British artists were equally fascinated by the emerging mass-produced popular symbolism in areas like advertising. It’s simplification shared much with propaganda, but pushed a narrative seeming to improve the prosperity of American society. There was power and manipulation at work, but paradoxes too, and the pop art prints and collages coming out of swinging London often explored those dynamics; observations on American society from afar.

It’s also true to consider that the UK, and Europe as a whole, was still rebuilding from war, rationing only ended in the UK in 1954 so the explosion of colourful and simple optimism across the Atlantic was both curious and alluring. It caught the attention of British critics, curators, and UK art galleries, and in the early 1960s pop art first appeared in the Royal Society of British Artists Young Contemporaries exhibitions which included original artworks by David Hockney and Peter Blake; but it wouldn’t stay monopolised by Britain.

Roy Lichtenstein, Andy Warhol and the breakout of American pop art

American artists like Jasper Johns and Robert Rauschenberg had already been bridging the gap between Dada and pop, and in the early 60s were joined by artists like Andy Warhol and Roy Lichenstein in a search for a fully realised American pop art style. They soon began to discover fresh directions by looking to the mechanics of the creation of original art, and the modern art print.

Lichtenstein looked to comic books and newsprint, painting with thick black lines, blocks of colour and Ben-Day dots to imitate their look and style. His dramatic compositions and fractions of romance-comic melodrama storylines had widespread appeal to popular taste. Here was work not just fascinated by, or critiquing of pop culture, this was pop culture. And Warhol would take things a step further; why paint things to look like they were printed, when you could just print them?

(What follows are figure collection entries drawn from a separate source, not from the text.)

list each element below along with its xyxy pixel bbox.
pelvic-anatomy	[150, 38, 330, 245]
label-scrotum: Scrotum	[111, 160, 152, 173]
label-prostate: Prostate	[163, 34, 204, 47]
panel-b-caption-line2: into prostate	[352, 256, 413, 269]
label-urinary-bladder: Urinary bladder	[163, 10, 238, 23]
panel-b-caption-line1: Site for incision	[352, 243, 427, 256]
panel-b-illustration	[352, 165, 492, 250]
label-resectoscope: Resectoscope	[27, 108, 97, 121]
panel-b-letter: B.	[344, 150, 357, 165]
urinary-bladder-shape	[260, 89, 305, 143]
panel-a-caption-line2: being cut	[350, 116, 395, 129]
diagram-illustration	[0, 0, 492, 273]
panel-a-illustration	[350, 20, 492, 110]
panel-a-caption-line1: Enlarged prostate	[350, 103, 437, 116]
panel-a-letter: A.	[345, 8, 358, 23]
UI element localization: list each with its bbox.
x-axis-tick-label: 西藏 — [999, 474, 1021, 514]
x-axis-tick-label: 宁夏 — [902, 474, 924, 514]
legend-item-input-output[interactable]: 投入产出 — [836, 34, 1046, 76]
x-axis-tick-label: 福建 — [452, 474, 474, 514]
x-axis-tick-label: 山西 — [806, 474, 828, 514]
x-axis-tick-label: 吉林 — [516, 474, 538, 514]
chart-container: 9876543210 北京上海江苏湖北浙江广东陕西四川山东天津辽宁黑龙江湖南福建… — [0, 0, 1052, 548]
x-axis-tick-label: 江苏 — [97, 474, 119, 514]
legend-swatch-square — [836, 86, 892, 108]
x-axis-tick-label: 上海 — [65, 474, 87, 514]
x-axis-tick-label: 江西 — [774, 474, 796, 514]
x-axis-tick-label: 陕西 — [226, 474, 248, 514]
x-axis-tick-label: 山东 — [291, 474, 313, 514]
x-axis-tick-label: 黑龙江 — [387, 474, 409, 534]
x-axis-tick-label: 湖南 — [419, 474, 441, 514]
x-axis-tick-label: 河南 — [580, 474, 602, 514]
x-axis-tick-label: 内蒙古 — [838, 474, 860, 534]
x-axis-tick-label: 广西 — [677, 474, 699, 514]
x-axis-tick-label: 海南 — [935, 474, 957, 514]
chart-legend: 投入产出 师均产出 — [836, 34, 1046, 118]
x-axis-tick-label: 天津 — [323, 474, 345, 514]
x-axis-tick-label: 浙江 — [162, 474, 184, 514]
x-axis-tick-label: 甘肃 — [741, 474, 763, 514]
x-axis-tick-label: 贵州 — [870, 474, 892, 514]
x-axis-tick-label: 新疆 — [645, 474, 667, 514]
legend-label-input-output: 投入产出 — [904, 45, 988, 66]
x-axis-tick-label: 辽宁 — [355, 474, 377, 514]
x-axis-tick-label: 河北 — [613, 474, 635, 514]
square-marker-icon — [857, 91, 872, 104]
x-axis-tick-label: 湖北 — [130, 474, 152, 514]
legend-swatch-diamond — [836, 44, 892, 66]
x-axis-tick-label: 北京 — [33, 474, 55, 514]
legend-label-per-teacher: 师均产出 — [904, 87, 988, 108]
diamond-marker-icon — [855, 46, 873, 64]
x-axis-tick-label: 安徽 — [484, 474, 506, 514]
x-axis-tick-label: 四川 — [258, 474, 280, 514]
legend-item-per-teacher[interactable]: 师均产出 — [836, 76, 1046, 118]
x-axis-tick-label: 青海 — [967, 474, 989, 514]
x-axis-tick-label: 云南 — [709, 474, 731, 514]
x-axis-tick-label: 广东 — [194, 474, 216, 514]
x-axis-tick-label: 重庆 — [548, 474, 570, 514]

By using a technique of mass production to create an “original” work of art, in reality just an art print, Warhol and others significantly elevated one of the questions that began the pop art journey; what is art?

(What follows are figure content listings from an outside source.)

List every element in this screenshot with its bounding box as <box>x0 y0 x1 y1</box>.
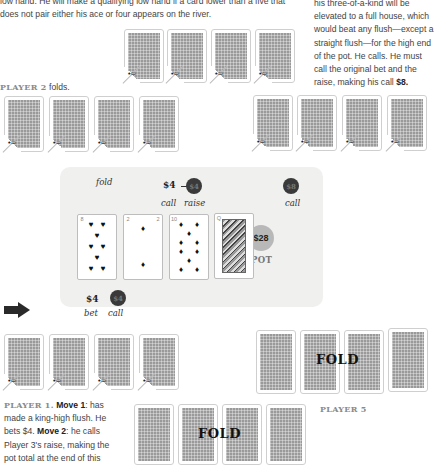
player3-raise-chip: $4 <box>186 178 202 194</box>
card-back: ♠▭ <box>94 96 134 152</box>
card-back: ♠▭ <box>139 96 179 152</box>
community-card-10-diamonds: 10 ♦♦ ♦ ♦♦ ♦♦ ♦ ♦♦ <box>169 214 209 280</box>
player3-call-amount: $4 <box>163 180 176 190</box>
card-back: ♠▭ <box>167 29 207 83</box>
card-back: ♠▭ <box>49 96 89 152</box>
card-back: ♠▭ <box>253 95 293 151</box>
card-back: ♠▭ <box>211 29 251 83</box>
community-card-queen-diamonds: Q <box>214 213 254 279</box>
card-back <box>134 404 174 465</box>
intro-line-2: does not pair either his ace or four app… <box>0 8 300 21</box>
card-back <box>388 328 428 392</box>
card-back: ♠▭ <box>4 96 44 152</box>
queen-portrait <box>222 219 246 273</box>
community-card-2-diamonds: 2 2 ♦ ♦ <box>123 214 163 280</box>
card-back: ♠▭ <box>4 334 44 390</box>
player3-raise-label: raise <box>184 198 205 208</box>
community-card-8-hearts: 8 ♥♥ ♥ ♥♥ ♥ ♥♥ <box>77 214 117 280</box>
card-back <box>256 330 296 394</box>
intro-text: low hand. He will make a qualifying low … <box>0 0 300 21</box>
card-back: ♠▭ <box>342 95 382 151</box>
intro-line-1: low hand. He will make a qualifying low … <box>0 0 300 8</box>
player4-call-chip: $8 <box>283 178 299 194</box>
player1-bet-amount: $4 <box>86 294 99 304</box>
card-back <box>266 404 306 465</box>
player5-label: PLAYER 5 <box>320 404 367 414</box>
player5-fold-label: FOLD <box>316 352 359 367</box>
card-back: ♠▭ <box>297 95 337 151</box>
card-back: ♠▭ <box>139 334 179 390</box>
pot-label: POT <box>251 255 272 265</box>
player1-description: PLAYER 1. Move 1: has made a king-high f… <box>4 399 144 465</box>
player4-call-label: call <box>285 198 300 208</box>
player1-call-label: call <box>108 308 123 318</box>
card-back: ♠▭ <box>49 334 89 390</box>
player2-label: PLAYER 2 folds. <box>0 81 70 94</box>
card-back: ♠▭ <box>255 29 295 83</box>
player1-bet-label: bet <box>84 308 98 318</box>
player4-description: his three-of-a-kind will be elevated to … <box>314 0 434 89</box>
player3-call-label: call <box>161 198 176 208</box>
card-back: ♠▭ <box>94 334 134 390</box>
card-back: ♠▭ <box>124 29 164 83</box>
player2-fold-action: fold <box>96 177 112 187</box>
card-back: ♠▭ <box>387 95 427 151</box>
player6-fold-label: FOLD <box>198 426 241 441</box>
current-player-arrow-icon <box>4 302 30 318</box>
player1-call-chip: $4 <box>110 290 126 306</box>
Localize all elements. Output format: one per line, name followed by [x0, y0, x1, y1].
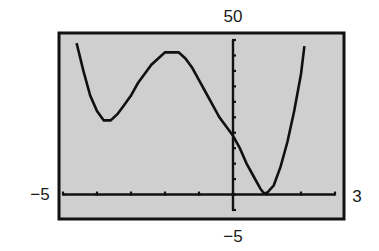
- plot-screen: [59, 33, 344, 219]
- xmax-label: 3: [352, 187, 361, 206]
- ymin-label: −5: [223, 227, 242, 246]
- graphing-calculator-plot: 50 −5 3 −5: [0, 0, 379, 251]
- xmin-label: −5: [30, 185, 49, 204]
- ymax-label: 50: [224, 7, 243, 26]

Was it the print? The silkscreen plates? Maybe Andy Warhol himself? He recreated seemingly random items of consumable culture as scuplture; a cardboard box printed identically to those used for Campbell’s soup cans, something consumers would never even see, found itself in an art gallery valued at millions. The everyday, mundane, and mass produced had truly invaded the enclaves of high art, and was being sold in the millions as Lichtenstein and Warhol t-shirts, posters and art prints.

The mirror to end modernism, and a lasting artistic legacy

Pop art looked and felt like a party, the escape from the dark days of war, and emblematic of the ideals of modernism; a continual universal progress towards something better. As the 60s became the 70s the Vietnam war ground on, divisions widened in society, and economic woes loomed large on the horizon. Pop art became a mirror to blind optimism and over-simplification, self doubt began to sink in and postmodernism began to question everything that had gone before all over again.

It still holds some important lasting legacies though. Pop found unique ways to question art and it’s values, and new places to find inspiration; playing with paradoxes and ironies so deeply that we still debate to this day whether the movement adored consumerism or despised it.

Perhaps most importantly, it was resoundingly successful in breaking down significant barriers between high art and low culture. Pop brought food packaging to the art gallery and created an art everyone could feel familiar with, and as a result the work of Warhol or Lichtenstein remains hugely popular in art prints, clothing and culture to this day. Would Warhol despair at his 15 minutes of fame running eternally, or enjoy that for most it only exists as a mass produced poster, to ultimately be thrown away?